Progress must be inclusive, responsible and accountable, or it won’t last.
Benefiting broader society
Prosperity is not just about returns; it’s about the ripple effect of value creation. Every small business financed, home built and local cooperative empowered can help weave the fabric of society.
To increase their impact, banks should focus on two key pillars:
1. The social economy
Supporting cooperatives and mission-driven start-ups with patient capital and practical tools for governance and impact measurement. Supporting cooperatives and mission-driven start-ups with patient capital and practical tools for governance and impact measurement means banks can amplify local value.
These entrepreneurial and cooperative enterprises help circulate value in communities, create jobs, embed democratic decision-making and deliver services that markets and governments alone may not provide.
2. Housing
A home can transform a family’s trajectory by providing shelter, stability, health, education, wealth accumulation and community engagement. By financing decent, affordable and stable housing, especially for low-income families and underserved communities, banks can multiply social and economic value.
A study by the Joint Center for Housing Studies at Harvard found that children of homeowners (versus renters) had 13-23% higher-quality home environments, math scores up to 9% higher, reading scores up to 7% higher and up to 3% fewer behaviour problems.
as an industry, banking must rediscover the purpose that first made it a public good.
”Instil transparent governance
Trust is the cornerstone of finance. In the 21st century, it must extend beyond neighbours to citizens and institutions.
That’s why good governance is so key. Here are several key principles that can serve as a strong governance model that fosters trust:
- Transparency around how decisions are made, who makes them and how information is shared.
- Integrating sustainability into risk management and board accountability.
- Strengthening data quality for credible evidence-based decision making.
- Centring ethics in decision-making, placing people and planet first.
- Regular team training on integrity and speak-up culture to ensure diversity in contribution and that employees uphold principles.
Banco Montepio’s work in this area was recognized by the UN Global Compact as Advanced under the Transformational Governance framework for SDG16 – Peace, Justice and Strong Institutions.
Other institutions can adopt these principles to move the industry forward and create better outcomes for society.
What is the Forum doing to improve the global banking system?
Going back to banking’s roots
Only this October did world leaders gather for the International Monetary Fund and World Bank meetings to debate how to make global growth more inclusive and sustainable.
These conversations are crucial but their success will depend on something older and simpler: the belief that we are responsible for one another.
Modern banking can still draw inspiration and wisdom from its roots – that finance is more than a system of transactions and at its core, it is a social contract. The tools may change – algorithms instead of ledgers, data instead of coins – but the essence is timeless: prosperity must be shared to be sustained.

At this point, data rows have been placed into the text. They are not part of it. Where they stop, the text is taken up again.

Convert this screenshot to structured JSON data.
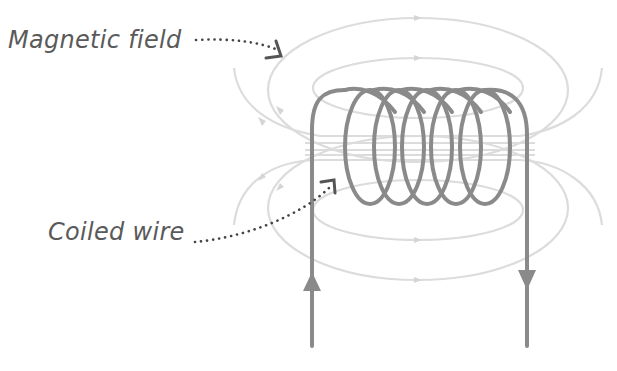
{
  "labels": {
    "magnetic_field": "Magnetic field",
    "coiled_wire": "Coiled wire"
  },
  "colors": {
    "wire": "#8a8a8a",
    "field_lines": "#d9d9d9",
    "label_text": "#5a5a5a",
    "pointer": "#555555",
    "background": "#ffffff"
  },
  "diagram": {
    "coil_turns": 6,
    "current_direction": {
      "left_lead": "up",
      "right_lead": "down"
    },
    "field_line_icons": [
      "arrow-right-icon",
      "arrow-left-icon"
    ]
  }
}
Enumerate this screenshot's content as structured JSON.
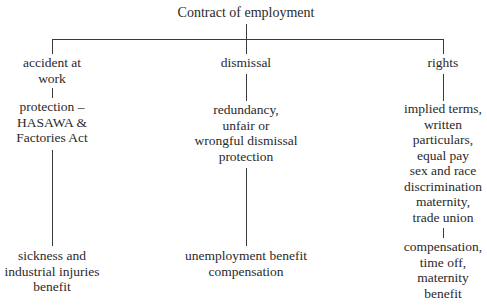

To advance its own impact, Banco Montepio is focusing on three key priorities.
- Moving from measurement to action on net zero and helping clients build realistic decarbonization paths that support a just transition.
- Advancing governance and data systems, ensuring not only transparency and accountability but also the economic and financial performance that allows us to reinvest in the economy, society and in new opportunities that emerge from change.
- Deepening inclusion, particularly in youth housing, entrepreneurship that develops skills, to foster self-employment and build stronger community partnerships.
More importantly, as an industry, banking must rediscover the purpose that first made it a public good. The future of finance depends on who leads it with meaning.